Okay, another industry standard practice question here -
Moulds. The things you pour the chocolate into to get shape. We're in the process of purchasing a mold washer, and I'm trying to determine how frequently the molds need to be washed. This is probably the question I'm asked most frequently from customers, inspectors, auditors, and even sometimes visitors!
The chocolateirs and chocolate snobs maintain that washing the molds ruin them. That washing takes time, and introduces water, and that it should be avoided at all costs. Washing takes a lot of time. And drying takes even longer. And if we need the molds for another run? Air dry, with an air hose, which I am not a fan of because it'll just spread whatever is in the little pools of bacteria on the molds and introduces another point of contamination.
I suspect this is similar to the dilemma a cheese QA faces when they want to age them on wood. No way right?
I've done a lot of my own cleaning validations - all of the allergens present in our facility, indicator swabbing, and even, on a set of molds that were stored dirty, pathogen testing. Despite the number of times we use them, molds are coming out within our limits, no allergens, no pathogens. In between runs, we scrape any large spilled chocolate from the outer surfaces of the molds.
We have noticed that when we run several flavorings that are oil soluble we must wash the molds, because the oil remains in the shape of the molds. But it's very difficult to visually know when this is going to happen. We ended up setting frequency by this indicator.
Now that we have a mold washer, cleaning will take considerably less time, but it won't be instant. It'll still be a large period of time when one mold set can not be used.
What do you guys know about mold washing? Every time? Never?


Each line from the line containing "Get the bounding box for tower." through the last line of the entries is to be reproduced exactly as it stands.

Source records
◆ ◆ ◆ ◆ ◆ ◆ ◆

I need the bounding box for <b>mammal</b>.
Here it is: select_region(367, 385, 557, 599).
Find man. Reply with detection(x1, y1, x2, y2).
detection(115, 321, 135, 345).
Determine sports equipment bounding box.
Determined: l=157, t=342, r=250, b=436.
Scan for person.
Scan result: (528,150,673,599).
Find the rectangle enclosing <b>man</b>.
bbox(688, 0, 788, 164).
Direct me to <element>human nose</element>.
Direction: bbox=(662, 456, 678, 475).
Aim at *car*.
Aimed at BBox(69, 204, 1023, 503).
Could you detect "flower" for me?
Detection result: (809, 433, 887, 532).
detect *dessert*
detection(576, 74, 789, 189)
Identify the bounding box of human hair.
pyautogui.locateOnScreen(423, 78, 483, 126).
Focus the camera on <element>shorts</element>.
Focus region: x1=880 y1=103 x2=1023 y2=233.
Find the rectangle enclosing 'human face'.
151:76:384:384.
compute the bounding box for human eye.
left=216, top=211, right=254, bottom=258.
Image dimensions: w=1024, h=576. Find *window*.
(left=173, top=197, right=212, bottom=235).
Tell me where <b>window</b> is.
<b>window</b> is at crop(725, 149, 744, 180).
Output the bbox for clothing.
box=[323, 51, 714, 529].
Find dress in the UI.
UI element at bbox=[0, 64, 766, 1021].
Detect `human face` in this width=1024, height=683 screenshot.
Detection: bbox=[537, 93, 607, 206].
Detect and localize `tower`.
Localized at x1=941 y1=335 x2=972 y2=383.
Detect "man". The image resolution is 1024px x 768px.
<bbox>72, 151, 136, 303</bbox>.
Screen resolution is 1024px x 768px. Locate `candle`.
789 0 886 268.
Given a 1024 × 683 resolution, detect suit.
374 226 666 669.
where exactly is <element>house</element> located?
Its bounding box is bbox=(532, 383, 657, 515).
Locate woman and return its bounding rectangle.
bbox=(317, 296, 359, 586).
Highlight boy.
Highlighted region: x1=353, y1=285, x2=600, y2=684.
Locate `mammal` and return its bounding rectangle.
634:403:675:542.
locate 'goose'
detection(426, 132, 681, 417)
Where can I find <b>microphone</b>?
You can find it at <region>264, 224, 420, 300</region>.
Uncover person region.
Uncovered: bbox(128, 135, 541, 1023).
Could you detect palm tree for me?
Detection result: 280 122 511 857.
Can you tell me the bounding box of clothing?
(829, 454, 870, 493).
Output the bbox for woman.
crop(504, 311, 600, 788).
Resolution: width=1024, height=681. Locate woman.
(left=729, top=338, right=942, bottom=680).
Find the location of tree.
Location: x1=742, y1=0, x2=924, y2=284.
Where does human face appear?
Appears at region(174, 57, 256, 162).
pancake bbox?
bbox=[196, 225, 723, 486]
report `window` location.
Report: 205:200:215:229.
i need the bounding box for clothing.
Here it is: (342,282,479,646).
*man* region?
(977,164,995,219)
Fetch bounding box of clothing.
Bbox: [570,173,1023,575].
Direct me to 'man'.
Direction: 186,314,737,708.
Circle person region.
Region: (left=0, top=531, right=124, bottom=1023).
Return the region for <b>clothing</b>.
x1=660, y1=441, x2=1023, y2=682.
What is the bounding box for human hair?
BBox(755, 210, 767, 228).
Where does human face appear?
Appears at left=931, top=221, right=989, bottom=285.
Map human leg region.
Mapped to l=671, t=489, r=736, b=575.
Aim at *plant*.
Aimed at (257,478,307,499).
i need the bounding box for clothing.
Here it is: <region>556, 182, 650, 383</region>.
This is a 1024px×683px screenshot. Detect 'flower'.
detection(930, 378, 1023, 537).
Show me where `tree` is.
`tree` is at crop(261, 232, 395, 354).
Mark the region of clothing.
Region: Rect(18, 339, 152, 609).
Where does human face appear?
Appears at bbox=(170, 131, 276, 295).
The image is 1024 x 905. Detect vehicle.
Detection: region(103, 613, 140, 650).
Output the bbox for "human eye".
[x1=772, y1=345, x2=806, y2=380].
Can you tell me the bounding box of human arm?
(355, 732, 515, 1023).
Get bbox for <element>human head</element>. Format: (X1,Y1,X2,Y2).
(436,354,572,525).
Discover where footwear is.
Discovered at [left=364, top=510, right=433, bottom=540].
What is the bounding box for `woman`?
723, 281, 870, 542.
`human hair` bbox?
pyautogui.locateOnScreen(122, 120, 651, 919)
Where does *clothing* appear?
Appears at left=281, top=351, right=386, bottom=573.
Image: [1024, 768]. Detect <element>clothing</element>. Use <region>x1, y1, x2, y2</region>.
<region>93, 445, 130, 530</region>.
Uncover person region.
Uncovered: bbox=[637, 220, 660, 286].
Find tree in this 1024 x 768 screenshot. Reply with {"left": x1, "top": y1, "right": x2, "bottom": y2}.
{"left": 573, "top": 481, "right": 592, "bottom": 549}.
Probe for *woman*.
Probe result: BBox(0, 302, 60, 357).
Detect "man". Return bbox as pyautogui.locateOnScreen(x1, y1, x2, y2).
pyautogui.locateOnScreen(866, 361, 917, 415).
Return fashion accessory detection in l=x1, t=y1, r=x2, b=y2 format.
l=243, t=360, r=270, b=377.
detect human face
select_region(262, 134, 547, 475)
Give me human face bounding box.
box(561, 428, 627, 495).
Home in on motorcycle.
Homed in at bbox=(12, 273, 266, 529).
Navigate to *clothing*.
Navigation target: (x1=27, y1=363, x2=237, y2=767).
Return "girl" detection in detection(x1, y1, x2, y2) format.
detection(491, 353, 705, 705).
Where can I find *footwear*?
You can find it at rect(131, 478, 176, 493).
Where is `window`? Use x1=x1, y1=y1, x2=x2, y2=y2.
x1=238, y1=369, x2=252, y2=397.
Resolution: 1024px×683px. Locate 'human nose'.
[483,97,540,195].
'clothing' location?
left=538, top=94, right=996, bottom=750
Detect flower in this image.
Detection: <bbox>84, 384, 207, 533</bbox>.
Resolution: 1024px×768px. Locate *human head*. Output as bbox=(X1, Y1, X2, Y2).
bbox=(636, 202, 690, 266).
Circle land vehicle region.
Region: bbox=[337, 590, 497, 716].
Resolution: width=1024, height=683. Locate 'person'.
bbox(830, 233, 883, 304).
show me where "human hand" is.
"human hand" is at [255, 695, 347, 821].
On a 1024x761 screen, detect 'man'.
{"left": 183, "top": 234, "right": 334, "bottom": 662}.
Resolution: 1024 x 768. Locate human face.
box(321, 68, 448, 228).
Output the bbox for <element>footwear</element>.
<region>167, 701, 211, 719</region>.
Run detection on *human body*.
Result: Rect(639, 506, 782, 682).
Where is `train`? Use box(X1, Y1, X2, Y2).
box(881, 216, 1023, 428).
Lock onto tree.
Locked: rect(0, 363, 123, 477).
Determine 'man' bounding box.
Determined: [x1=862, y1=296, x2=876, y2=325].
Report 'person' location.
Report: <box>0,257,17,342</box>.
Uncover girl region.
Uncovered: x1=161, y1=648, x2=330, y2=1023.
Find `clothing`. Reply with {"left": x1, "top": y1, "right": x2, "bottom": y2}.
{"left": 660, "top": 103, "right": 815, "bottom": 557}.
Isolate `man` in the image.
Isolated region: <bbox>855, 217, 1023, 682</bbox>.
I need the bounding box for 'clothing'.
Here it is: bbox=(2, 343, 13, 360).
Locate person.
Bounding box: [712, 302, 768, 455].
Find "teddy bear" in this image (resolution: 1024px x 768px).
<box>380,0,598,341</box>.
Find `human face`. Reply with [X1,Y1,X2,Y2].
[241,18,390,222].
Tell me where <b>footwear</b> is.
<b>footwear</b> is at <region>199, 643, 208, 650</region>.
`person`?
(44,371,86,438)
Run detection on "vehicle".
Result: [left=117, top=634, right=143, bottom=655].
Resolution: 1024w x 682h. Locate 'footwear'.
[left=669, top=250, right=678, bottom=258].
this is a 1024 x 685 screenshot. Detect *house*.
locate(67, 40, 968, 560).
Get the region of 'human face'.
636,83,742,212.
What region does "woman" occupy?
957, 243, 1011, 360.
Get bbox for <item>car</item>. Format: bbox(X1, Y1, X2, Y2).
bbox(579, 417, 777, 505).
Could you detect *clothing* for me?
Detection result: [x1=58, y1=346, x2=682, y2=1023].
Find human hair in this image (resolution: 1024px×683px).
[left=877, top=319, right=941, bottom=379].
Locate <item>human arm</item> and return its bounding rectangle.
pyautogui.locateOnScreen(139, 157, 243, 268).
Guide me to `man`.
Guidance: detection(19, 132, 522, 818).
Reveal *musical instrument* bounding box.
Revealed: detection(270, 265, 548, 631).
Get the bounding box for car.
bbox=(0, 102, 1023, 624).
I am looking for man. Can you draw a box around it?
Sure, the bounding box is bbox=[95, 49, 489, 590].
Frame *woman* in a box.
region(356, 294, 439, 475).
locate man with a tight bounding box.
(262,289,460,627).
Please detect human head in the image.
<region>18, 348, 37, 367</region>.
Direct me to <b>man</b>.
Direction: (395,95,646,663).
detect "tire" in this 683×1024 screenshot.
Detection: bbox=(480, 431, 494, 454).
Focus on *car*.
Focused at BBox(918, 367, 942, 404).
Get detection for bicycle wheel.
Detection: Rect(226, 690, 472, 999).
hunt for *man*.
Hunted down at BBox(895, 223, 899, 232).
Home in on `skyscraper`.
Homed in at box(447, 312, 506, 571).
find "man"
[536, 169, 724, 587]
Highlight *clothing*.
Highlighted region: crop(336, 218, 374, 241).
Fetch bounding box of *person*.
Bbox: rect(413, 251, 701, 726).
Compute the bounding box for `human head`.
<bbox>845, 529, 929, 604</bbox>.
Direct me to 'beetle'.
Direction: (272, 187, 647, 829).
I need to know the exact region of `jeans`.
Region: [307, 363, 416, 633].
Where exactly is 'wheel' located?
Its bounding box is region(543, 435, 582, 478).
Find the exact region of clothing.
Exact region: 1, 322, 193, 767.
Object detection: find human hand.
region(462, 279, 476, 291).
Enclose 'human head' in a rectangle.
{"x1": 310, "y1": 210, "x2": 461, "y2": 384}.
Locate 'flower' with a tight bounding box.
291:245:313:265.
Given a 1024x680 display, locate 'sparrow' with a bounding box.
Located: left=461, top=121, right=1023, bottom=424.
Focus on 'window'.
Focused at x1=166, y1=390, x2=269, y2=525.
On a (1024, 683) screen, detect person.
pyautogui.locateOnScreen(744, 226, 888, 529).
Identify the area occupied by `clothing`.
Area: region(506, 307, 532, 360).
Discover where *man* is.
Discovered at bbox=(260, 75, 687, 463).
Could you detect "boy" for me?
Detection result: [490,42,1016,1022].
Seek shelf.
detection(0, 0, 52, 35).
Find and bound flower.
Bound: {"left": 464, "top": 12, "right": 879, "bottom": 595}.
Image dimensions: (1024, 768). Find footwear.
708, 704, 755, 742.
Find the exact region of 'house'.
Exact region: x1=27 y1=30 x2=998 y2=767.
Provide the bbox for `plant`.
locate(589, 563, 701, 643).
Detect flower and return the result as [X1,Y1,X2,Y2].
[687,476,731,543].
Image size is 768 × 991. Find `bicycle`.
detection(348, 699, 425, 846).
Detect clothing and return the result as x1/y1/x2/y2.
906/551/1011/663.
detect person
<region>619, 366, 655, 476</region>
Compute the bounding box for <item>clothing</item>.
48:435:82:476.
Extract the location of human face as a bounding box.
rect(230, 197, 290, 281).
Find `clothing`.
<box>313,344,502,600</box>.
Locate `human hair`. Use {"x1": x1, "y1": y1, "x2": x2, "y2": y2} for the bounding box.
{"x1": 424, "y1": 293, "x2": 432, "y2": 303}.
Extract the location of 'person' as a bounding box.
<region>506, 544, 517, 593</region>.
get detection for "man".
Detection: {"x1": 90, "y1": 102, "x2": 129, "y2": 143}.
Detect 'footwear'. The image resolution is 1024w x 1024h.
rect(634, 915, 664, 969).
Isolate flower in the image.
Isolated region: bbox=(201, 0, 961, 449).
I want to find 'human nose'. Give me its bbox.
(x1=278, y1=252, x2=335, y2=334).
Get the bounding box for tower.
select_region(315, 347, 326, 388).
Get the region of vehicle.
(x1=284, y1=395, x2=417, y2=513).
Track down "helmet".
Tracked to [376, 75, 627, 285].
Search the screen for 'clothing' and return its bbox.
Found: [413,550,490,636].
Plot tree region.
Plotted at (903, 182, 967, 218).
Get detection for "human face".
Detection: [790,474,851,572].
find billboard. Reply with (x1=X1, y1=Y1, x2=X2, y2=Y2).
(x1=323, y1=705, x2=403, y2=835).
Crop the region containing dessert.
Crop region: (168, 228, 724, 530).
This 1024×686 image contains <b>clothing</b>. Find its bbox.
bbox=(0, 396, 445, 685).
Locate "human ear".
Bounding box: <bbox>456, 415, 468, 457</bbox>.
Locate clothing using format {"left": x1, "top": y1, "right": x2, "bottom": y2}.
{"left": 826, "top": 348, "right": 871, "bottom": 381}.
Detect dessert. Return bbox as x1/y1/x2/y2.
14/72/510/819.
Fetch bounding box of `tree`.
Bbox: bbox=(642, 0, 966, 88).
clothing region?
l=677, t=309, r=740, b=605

◆ ◆ ◆ ◆ ◆ ◆ ◆

Solution below —
Get the bounding box for tower.
select_region(315, 347, 326, 388).
Get the region of vehicle.
(x1=284, y1=395, x2=417, y2=513).
Track down "helmet".
Tracked to [376, 75, 627, 285].
Search the screen for 'clothing' and return its bbox.
Found: [413,550,490,636].
Plot tree region.
Plotted at (903, 182, 967, 218).
Get detection for "human face".
Detection: [790,474,851,572].
find billboard. Reply with (x1=X1, y1=Y1, x2=X2, y2=Y2).
(x1=323, y1=705, x2=403, y2=835).
Crop the region containing dessert.
Crop region: (168, 228, 724, 530).
This 1024×686 image contains <b>clothing</b>. Find its bbox.
bbox=(0, 396, 445, 685).
Locate "human ear".
Bounding box: <bbox>456, 415, 468, 457</bbox>.
Locate clothing using format {"left": x1, "top": y1, "right": x2, "bottom": y2}.
{"left": 826, "top": 348, "right": 871, "bottom": 381}.
Detect dessert. Return bbox as x1/y1/x2/y2.
14/72/510/819.
Fetch bounding box of `tree`.
Bbox: bbox=(642, 0, 966, 88).
clothing region?
l=677, t=309, r=740, b=605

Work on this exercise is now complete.